October 8, 2025 at 6:21 PM
Anyway, I find it interesting that woo is always presented as being cutting edge, not yet caught on research, when not infrequently it is very old news. “Oh, that.”
August 28, 2025 at 4:55 PM
The problem is that most children with autism do not have mitochondrial diseases.

Children with mitochondrial diseases are also at greater risk from vaccine preventable diseases, and so the recommendation is that they receive all vaccines, because it is much safer than having multiple infections.
August 28, 2025 at 4:43 PM
But because vaccines can cause fever (and possibly encephalitis), and this could *theoretically* have stressed a mitochondrial disorder, the case was settled.

It then became a thing to claim children were getting autism from vaccines because they had underlying mitochondrial disorders.
August 28, 2025 at 4:38 PM
Mitochondrial disorders can cause developmental delay and the symptoms Hannah Poling had. They frequently develop around the age she developed her symptoms. Natural infections and fever are thought to exacerbate mitochondrial disorders, and she had a history of multiple ear infections and fevers.
August 28, 2025 at 4:36 PM
That brings us to the famous case of Hannah Poling. An award was granted by the NCVIA based on the theory that vaccines had caused a rare encephalitis that had exacerbated an underlying mitochondrial disorder, causing autism and developmental delays. This happened in 2008.
August 28, 2025 at 4:29 PM
The NCVIA pays out if it’s *possible* someone was injured by a vaccine, not just likely or proven by experts. So if there’s a reasonable medical theory for the vaccine injury, an award can be granted.
August 28, 2025 at 4:22 PM
but patients can still be compensated for injury.
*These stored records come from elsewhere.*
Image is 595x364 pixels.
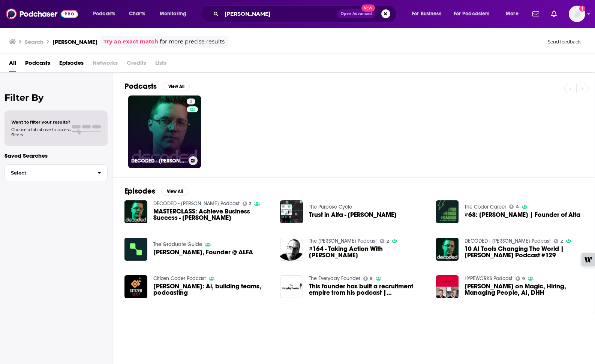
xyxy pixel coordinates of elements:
[516,205,519,208] span: 4
[153,208,271,221] a: MASTERCLASS: Achieve Business Success - Alfie Whattam
[124,187,155,196] h2: Episodes
[464,275,512,281] a: HYPEWORKS Podcast
[515,276,525,281] a: 9
[124,8,149,20] a: Charts
[59,57,84,73] a: Episodes
[280,200,303,223] img: Trust in Alfa - Alfie Whattam
[548,8,559,20] a: Show notifications dropdown
[387,240,389,243] span: 2
[163,82,190,91] button: View All
[436,238,459,260] img: 10 AI Tools Changing The World | Alfie Whattam Podcast #129
[309,204,352,210] a: The Purpose Cycle
[155,57,166,73] span: Lists
[449,8,500,20] button: open menu
[153,241,202,248] a: The Graduate Guide
[529,8,542,20] a: Show notifications dropdown
[53,38,97,45] h3: [PERSON_NAME]
[509,204,519,209] a: 4
[5,164,108,181] button: Select
[579,6,585,12] svg: Add a profile image
[337,9,375,18] button: Open AdvancedNew
[464,283,582,296] span: [PERSON_NAME] on Magic, Hiring, Managing People, AI, DHH
[464,246,582,259] a: 10 AI Tools Changing The World | Alfie Whattam Podcast #129
[309,246,427,259] span: #164 - Taking Action With [PERSON_NAME]
[436,275,459,298] img: Alfie Whattam on Magic, Hiring, Managing People, AI, DHH
[464,283,582,296] a: Alfie Whattam on Magic, Hiring, Managing People, AI, DHH
[309,246,427,259] a: #164 - Taking Action With Alfie Whattam
[309,283,427,296] span: This founder has built a recruitment empire from his podcast | [PERSON_NAME]
[131,157,186,164] h3: DECODED - [PERSON_NAME] Podcast
[155,8,196,20] button: open menu
[341,12,372,16] span: Open Advanced
[464,212,580,218] a: #68: Alfie Whattam | Founder of Alfa
[153,283,271,296] a: Alfie Whattam: Ai, building teams, podcasting
[379,239,389,243] a: 2
[5,152,108,159] p: Saved Searches
[25,38,43,45] h3: Search
[126,57,146,73] span: Credits
[436,200,459,223] img: #68: Alfie Whattam | Founder of Alfa
[160,37,224,46] span: for more precise results
[129,9,145,19] span: Charts
[93,57,118,73] span: Networks
[406,8,450,20] button: open menu
[221,8,337,20] input: Search podcasts, credits, & more...
[309,283,427,296] a: This founder has built a recruitment empire from his podcast | Alfie Whattam
[124,238,148,260] img: Alfie Whattam, Founder @ ALFA
[9,57,16,73] a: All
[569,6,585,22] img: User Profile
[309,212,396,218] a: Trust in Alfa - Alfie Whattam
[161,187,188,196] button: View All
[522,277,525,280] span: 9
[153,208,271,221] span: MASTERCLASS: Achieve Business Success - [PERSON_NAME]
[124,82,190,91] a: PodcastsView All
[25,57,50,73] a: Podcasts
[88,8,125,20] button: open menu
[128,95,201,168] a: 2DECODED - [PERSON_NAME] Podcast
[124,200,148,223] img: MASTERCLASS: Achieve Business Success - Alfie Whattam
[5,170,91,175] span: Select
[160,9,186,19] span: Monitoring
[309,238,377,244] a: The Thomas Green Podcast
[545,39,583,45] button: Send feedback
[412,9,441,19] span: For Business
[208,5,403,22] div: Search podcasts, credits, & more...
[187,98,195,105] a: 2
[500,8,528,20] button: open menu
[153,249,253,255] span: [PERSON_NAME], Founder @ ALFA
[280,238,303,260] img: #164 - Taking Action With Alfie Whattam
[309,275,360,281] a: The Everyday Founder
[553,239,563,243] a: 2
[6,7,78,21] img: Podchaser - Follow, Share and Rate Podcasts
[104,37,158,46] a: Try an exact match
[11,127,70,138] span: Choose a tab above to access filters.
[124,82,157,91] h2: Podcasts
[464,246,582,259] span: 10 AI Tools Changing The World | [PERSON_NAME] Podcast #129
[505,9,518,19] span: More
[280,275,303,298] a: This founder has built a recruitment empire from his podcast | Alfie Whattam
[93,9,115,19] span: Podcasts
[560,240,563,243] span: 2
[153,249,253,255] a: Alfie Whattam, Founder @ ALFA
[153,283,271,296] span: [PERSON_NAME]: Ai, building teams, podcasting
[464,238,550,244] a: DECODED - Alfie Whattam Podcast
[5,92,108,103] h2: Filter By
[361,5,375,12] span: New
[153,275,206,281] a: Citizen Coder Podcast
[124,275,148,298] a: Alfie Whattam: Ai, building teams, podcasting
[464,204,506,210] a: The Coder Career
[309,212,396,218] span: Trust in Alfa - [PERSON_NAME]
[453,9,490,19] span: For Podcasters
[124,187,188,196] a: EpisodesView All
[11,119,70,125] span: Want to filter your results?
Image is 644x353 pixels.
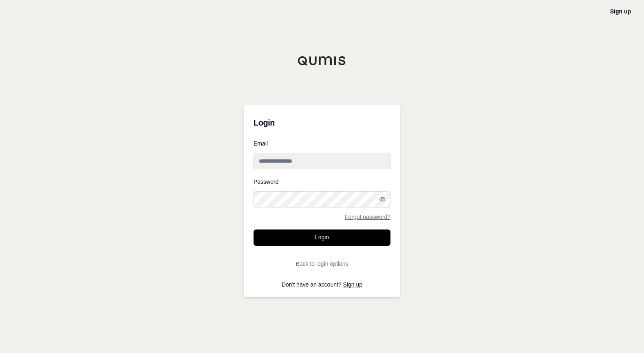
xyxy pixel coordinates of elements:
[254,230,390,246] button: Login
[254,281,390,288] p: Don't have an account?
[345,214,390,219] a: Forgot password?
[254,256,390,272] button: Back to login options
[611,8,631,15] a: Sign up
[254,114,390,131] h3: Login
[254,140,390,147] label: Email
[254,179,390,185] label: Password
[298,56,346,65] img: Qumis
[343,281,363,288] a: Sign up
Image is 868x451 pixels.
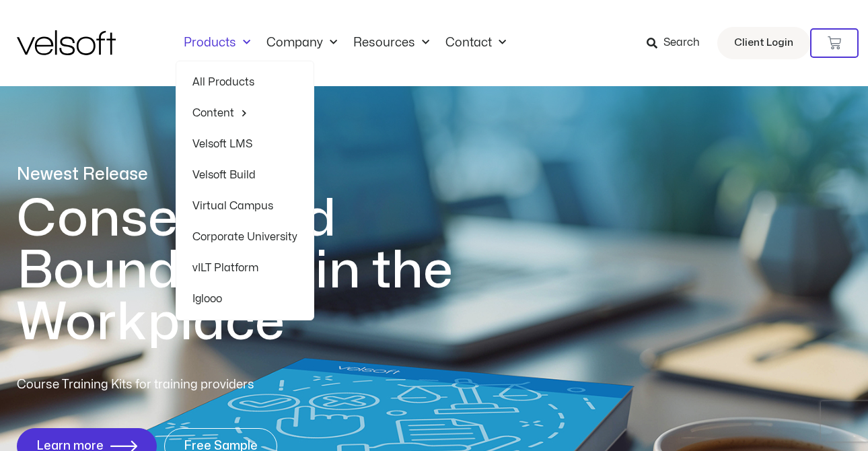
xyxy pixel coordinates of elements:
[717,27,810,59] a: Client Login
[17,375,352,394] p: Course Training Kits for training providers
[663,34,700,52] span: Search
[192,128,297,160] a: Velsoft LMS
[175,35,258,50] a: ProductsMenu Toggle
[646,31,709,55] a: Search
[192,160,297,190] a: Velsoft Build
[192,252,297,283] a: vILT Platform
[437,35,514,50] a: ContactMenu Toggle
[192,67,297,98] a: All Products
[734,34,793,52] span: Client Login
[192,283,297,315] a: Iglooo
[345,35,437,50] a: ResourcesMenu Toggle
[192,222,297,252] a: Corporate University
[175,35,514,50] nav: Menu
[175,61,314,321] ul: ProductsMenu Toggle
[192,98,297,128] a: ContentMenu Toggle
[17,163,508,186] p: Newest Release
[17,193,508,349] h1: Consent and Boundaries in the Workplace
[192,190,297,222] a: Virtual Campus
[258,35,345,50] a: CompanyMenu Toggle
[17,30,116,55] img: Velsoft Training Materials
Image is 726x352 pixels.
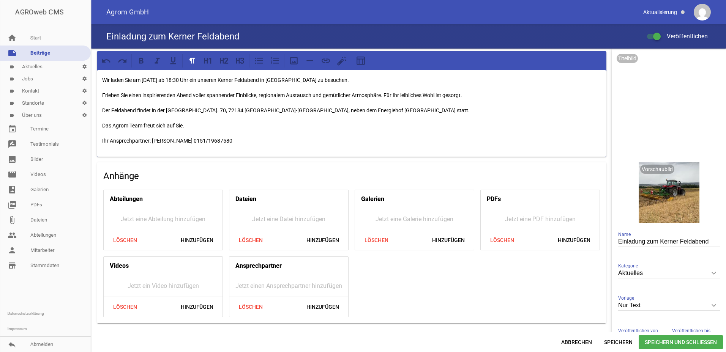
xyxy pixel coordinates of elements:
i: photo_album [8,185,17,194]
span: Veröffentlichen [657,33,707,40]
i: people [8,231,17,240]
span: Veröffentlichen bis [672,327,710,335]
i: settings [78,85,91,97]
span: Agrom GmbH [106,9,149,16]
i: settings [78,61,91,73]
i: settings [78,109,91,121]
i: home [8,33,17,43]
div: Jetzt eine Abteilung hinzufügen [104,208,222,230]
span: Löschen [358,233,394,247]
i: label [9,89,14,94]
i: movie [8,170,17,179]
span: Löschen [107,300,143,314]
p: Der Feldabend findet in der [GEOGRAPHIC_DATA]. 70, 72184 [GEOGRAPHIC_DATA]-[GEOGRAPHIC_DATA], neb... [102,106,601,115]
i: image [8,155,17,164]
h4: Dateien [235,193,256,205]
i: label [9,77,14,82]
p: Wir laden Sie am [DATE] ab 18:30 Uhr ein unseren Kerner Feldabend in [GEOGRAPHIC_DATA] zu besuchen. [102,76,601,85]
h4: Abteilungen [110,193,143,205]
i: label [9,101,14,106]
h4: PDFs [487,193,501,205]
i: keyboard_arrow_down [707,267,720,279]
i: picture_as_pdf [8,200,17,210]
p: Ihr Ansprechpartner: [PERSON_NAME] 0151/19687580 [102,136,601,145]
h4: Ansprechpartner [235,260,282,272]
div: Jetzt einen Ansprechpartner hinzufügen [229,275,348,297]
span: Hinzufügen [175,233,219,247]
span: Abbrechen [555,336,598,349]
div: Jetzt ein Video hinzufügen [104,275,222,297]
i: label [9,113,14,118]
span: Speichern [598,336,638,349]
span: Löschen [484,233,520,247]
i: label [9,65,14,69]
i: keyboard_arrow_down [707,299,720,312]
span: Löschen [232,300,269,314]
span: Hinzufügen [551,233,596,247]
i: rate_review [8,140,17,149]
i: event [8,124,17,134]
h4: Videos [110,260,129,272]
div: Jetzt eine Galerie hinzufügen [355,208,474,230]
h4: Anhänge [103,170,600,182]
span: Hinzufügen [300,233,345,247]
i: attach_file [8,216,17,225]
div: Jetzt eine Datei hinzufügen [229,208,348,230]
i: settings [78,97,91,109]
p: Erleben Sie einen inspirierenden Abend voller spannender Einblicke, regionalem Austausch und gemü... [102,91,601,100]
span: Hinzufügen [426,233,471,247]
span: Löschen [107,233,143,247]
i: person [8,246,17,255]
i: settings [78,73,91,85]
span: Löschen [232,233,269,247]
i: store_mall_directory [8,261,17,270]
div: Vorschaubild [640,165,674,174]
i: note [8,49,17,58]
span: Hinzufügen [175,300,219,314]
h4: Einladung zum Kerner Feldabend [106,30,239,43]
span: Speichern und Schließen [638,336,723,349]
div: Jetzt eine PDF hinzufügen [480,208,599,230]
h4: Galerien [361,193,384,205]
p: Das Agrom Team freut sich auf Sie. [102,121,601,130]
span: Hinzufügen [300,300,345,314]
div: Titelbild [616,54,638,63]
i: reply [8,340,17,349]
span: Veröffentlichen von [618,327,658,335]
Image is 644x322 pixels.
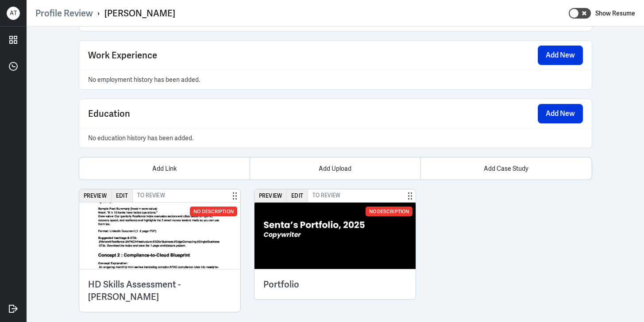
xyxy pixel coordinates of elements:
button: Edit [112,189,133,202]
div: Add Case Study [421,157,591,180]
div: A T [7,7,20,20]
span: Education [88,107,130,120]
button: Preview [79,189,112,202]
div: Add Link [79,157,250,180]
div: No Description [190,207,237,216]
h3: Portfolio [263,278,407,291]
span: Work Experience [88,49,157,62]
div: [PERSON_NAME] [105,8,175,19]
a: Profile Review [36,8,93,19]
span: To Review [308,189,345,202]
button: Add New [538,104,583,124]
p: › [93,8,105,19]
label: Show Resume [595,8,635,19]
button: Edit [287,189,308,202]
p: No employment history has been added. [88,74,583,85]
div: No Description [365,207,413,216]
div: Add Upload [250,157,421,180]
button: Add New [538,45,583,65]
span: To Review [133,189,170,202]
p: No education history has been added. [88,133,583,143]
h3: HD Skills Assessment - [PERSON_NAME] [88,278,231,303]
button: Preview [254,189,287,202]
And because it serves that second purpose, to make sure people are compensated who need to be, the requirements to claim vaccine injury are LOWER at NCVIA than regular civil court.
August 28, 2025 at 4:01 PM
On the other hand, adverse effects from vaccines can happen. People deserve to be compensated, especially since vaccines are officially recommended. So the NCVIA was formed: a court system where vaccine manufacturers are protected (as long as they produced the vaccine correctly)…
August 28, 2025 at 3:59 PM
The same thing almost happened to DTP. Payouts from lawsuits were so high for the vaccine manufacturers they threatened to shut down production. (Meanwhile there were deaths from illnesses that could have been prevented by the vaccine.) Even though the vaccine was not proven to be at fault.
August 28, 2025 at 3:56 PM
Studies showed no connection between the medication and birth defects, to the point that it became one of the best studied medications and Pregnancy Category A (no concern it could cause birth defects). Now that medication is back in the form of Diclegis, but it took 30 years.
August 28, 2025 at 2:44 PM
The NVICP was created because a pharmaceutical company can be sued into oblivion if a side effect is suspected, even if it is not scientifically proven. This happened with Bendectin, a medication for morning sickness that was taken off the market due to claims of causing birth defects.